What is a latte?
A latte — short for 'caffè latte' in Italian, literally coffee with milk — is a drink built on an espresso (30 to 40 ml) lengthened with textured steamed milk, for a total volume of 220 to 300 ml. The milk-to-coffee ratio is much higher than in a cappuccino, which makes the latte softer, creamier and less coffee-forward in flavour.
The caffè latte is originally an Italian home drink, served at breakfast in a big bowl and unknown in espresso bars. The 'latte' you order at a café is a different beast, popularised from 1982 onwards by Lino Meiorin at Caffè Mediterraneum in Berkeley and then scaled worldwide in the 1990s by American chains like Starbucks. It is today the best-selling milk-based espresso drink globally, with hundreds of millions of cups a year from that one Seattle chain alone.
Technically, a latte is one or two espresso shots (30-40 g) poured into a 220-300 ml cup and lengthened with steamed milk at 60-65 °C, finished with a thin layer of microfoam (0.5 to 1 cm). The coffee-to-milk ratio by weight runs 1:6 to 1:8, against 1:3 for a cappuccino. That dilution explains why a latte often showcases fruity, light-roast coffees better than a cappuccino: the milk is the vehicle, not the adversary.
The latte family branched widely: latte macchiato (milk first, espresso poured through it, visible layers), iced latte (espresso over cold milk and ice), dirty chai latte (chai plus espresso), matcha latte without coffee at all. In specialty bars you also meet the Australian/New Zealand 'magic' — an intermediate ratio — and the North-American 'gibraltar', a regional term for something close to a cortado.

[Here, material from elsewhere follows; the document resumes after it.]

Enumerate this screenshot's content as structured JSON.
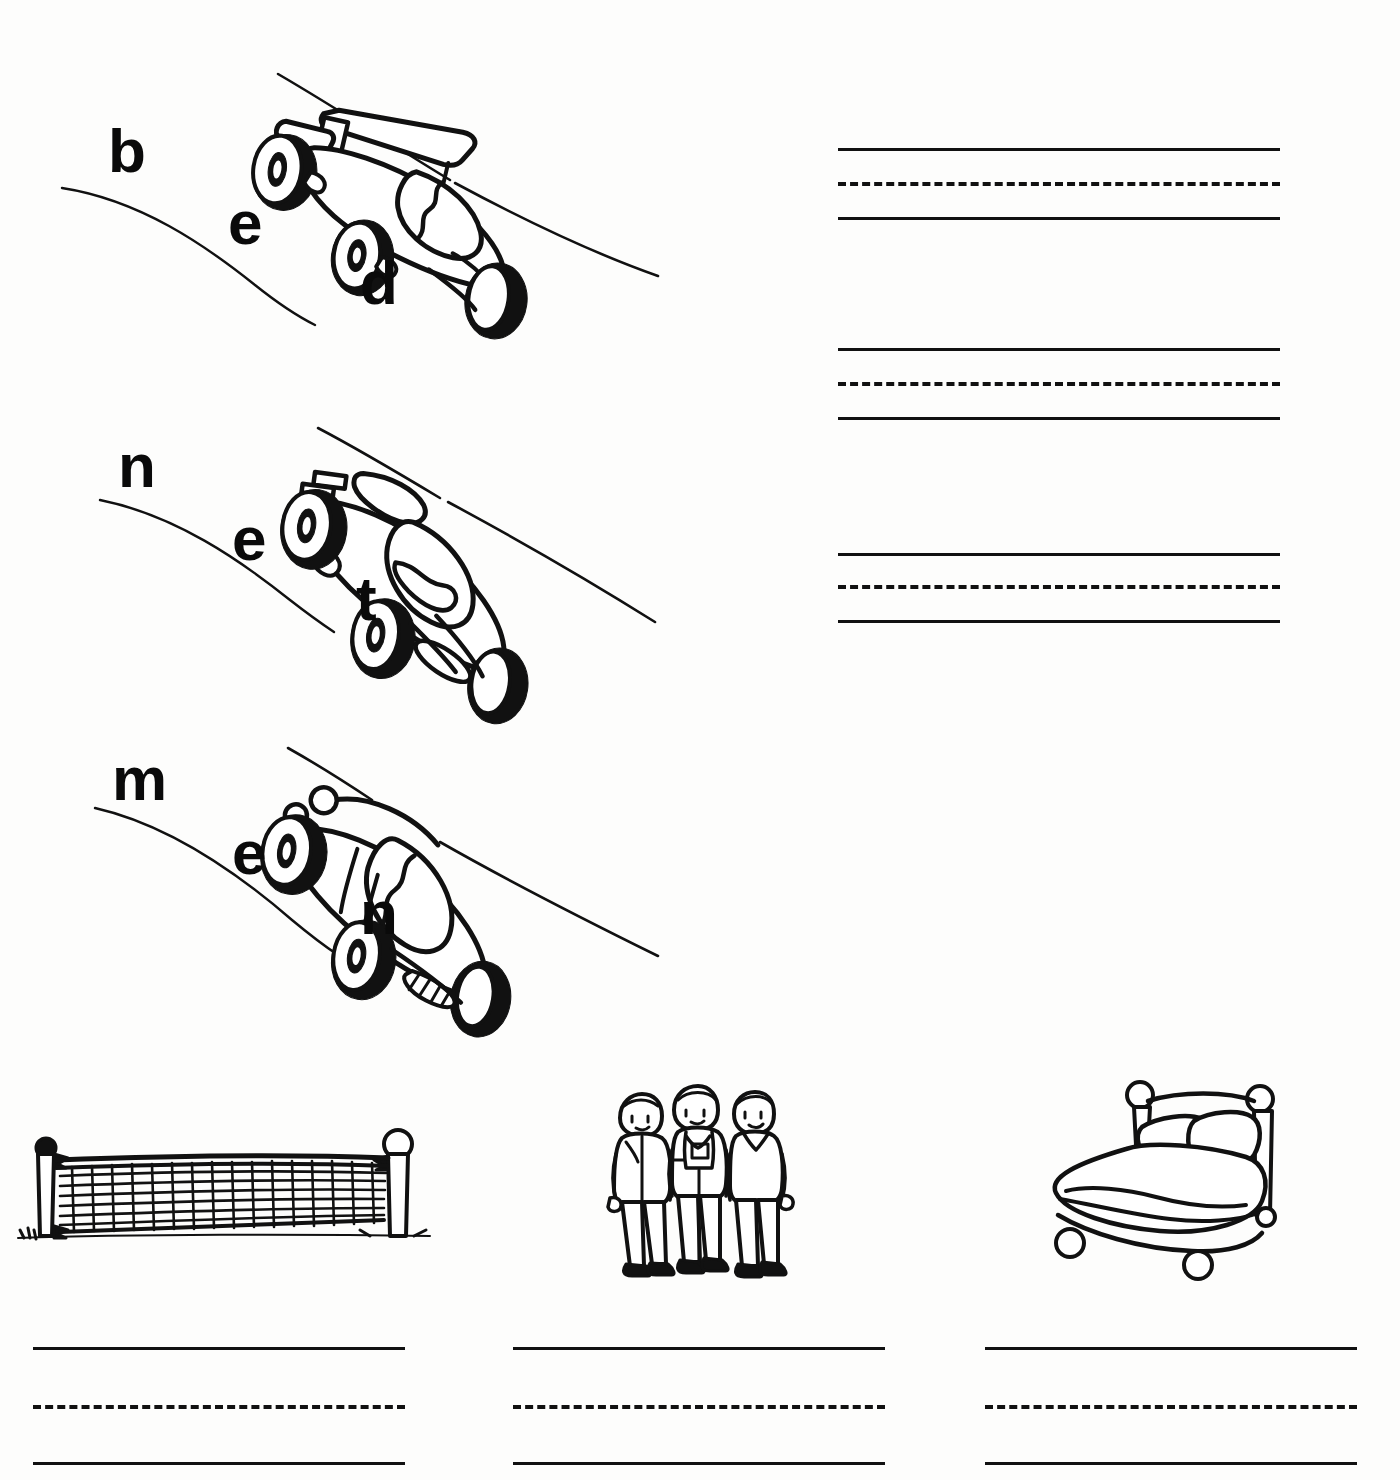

In Belgium as elsewhere in Northern Europe, the latte has settled in as an afternoon coffee-dessert, often paired with a cuberdon, a speculoos or a Liège-style waffle. A linguistic warning: asking for 'a latte' in an old-school Italian bar in Brussels can land you a plain glass of hot milk. The correct order is 'caffè latte' or 'latte macchiato' depending on the preparation expected.
Anatomy of a 300 ml latte
| Component | Amount | Temperature | Role |
|---|---|---|---|
| Espresso | 30-40 ml (1-2 shots) | ~85 °C at pull | Aromatic base |
| Steamed milk | 220-260 ml | 60-65 °C | Body, sweetness |
| Microfoam | 0.5-1 cm | 60-65 °C | Latte-art canvas |
| Cup | ~300 ml | Pre-warmed | Heat retention |
| Coffee/milk ratio | 1:6 to 1:8 | — | Balanced sweetness |
| Lactose in milk | ~12 g | — | Natural sweetness |
The Most Popular Espresso Drink in the World
The caffè latte — Italian for "milk coffee," though the drink as it exists in international café culture is largely an American creation — is the most widely consumed specialty espresso beverage globally, and its popularity is not accidental. The latte's appeal is structural: a double espresso (30-40ml) combined with 200-350ml of steamed milk produces a drink that is large enough to feel like a substantial beverage, sweet enough from the milk sugars to be approachable to those who find espresso intensity challenging, and espresso-forward enough to deliver meaningful caffeine and coffee character. This combination hits the sweet spot for a vast population of coffee drinkers who want a warm, caffeinated beverage with moderate coffee flavour and a nurturing, creamy texture.
The distinction between a well-made specialty latte and a mediocre one lies almost entirely in two factors: the quality of the espresso base and the texture of the steamed milk. A latte made from a well-pulled double shot of specialty espresso, with its natural sweetness, caramel complexity, and aromatic depth, tastes markedly different from one made from an over-extracted or under-developed shot. Similarly, milk steamed to 60-65 °C with true microfoam texture (paint-like, glossy, integrated) produces a silky, sweet, velvety mouthfeel that milk heated by any other method simply cannot replicate. The latte art that specialty baristas use to decorate the drink's surface is the visible signal that both the espresso and the milk were prepared correctly — you cannot produce latte art from badly textured milk or a shot without crema.
Practical Recommendations
At home, the latte is achievable with a good espresso machine, a steam wand, and practice. The key measurement: 18-20g of espresso-ground coffee, yielding 36-40g of espresso (1:2 ratio), combined with 200-250g of milk steamed to 60-65 °C. Total volume should be 240-290ml in a warmed latte glass or large cappuccino cup. If your home machine lacks a steam wand, a French press can be used to froth milk to an approximation of steamed texture (pump the plunger rapidly for 30 seconds with milk heated to 65 °C), or a dedicated milk frother (Nespresso Aeroccino, Breville Milk Café) produces acceptable results for daily home use. The French press method produces inferior texture to a proper steam wand but significantly better than unsteamed milk and is a reasonable compromise for those who enjoy lattes but cannot justify the investment in a dedicated espresso machine.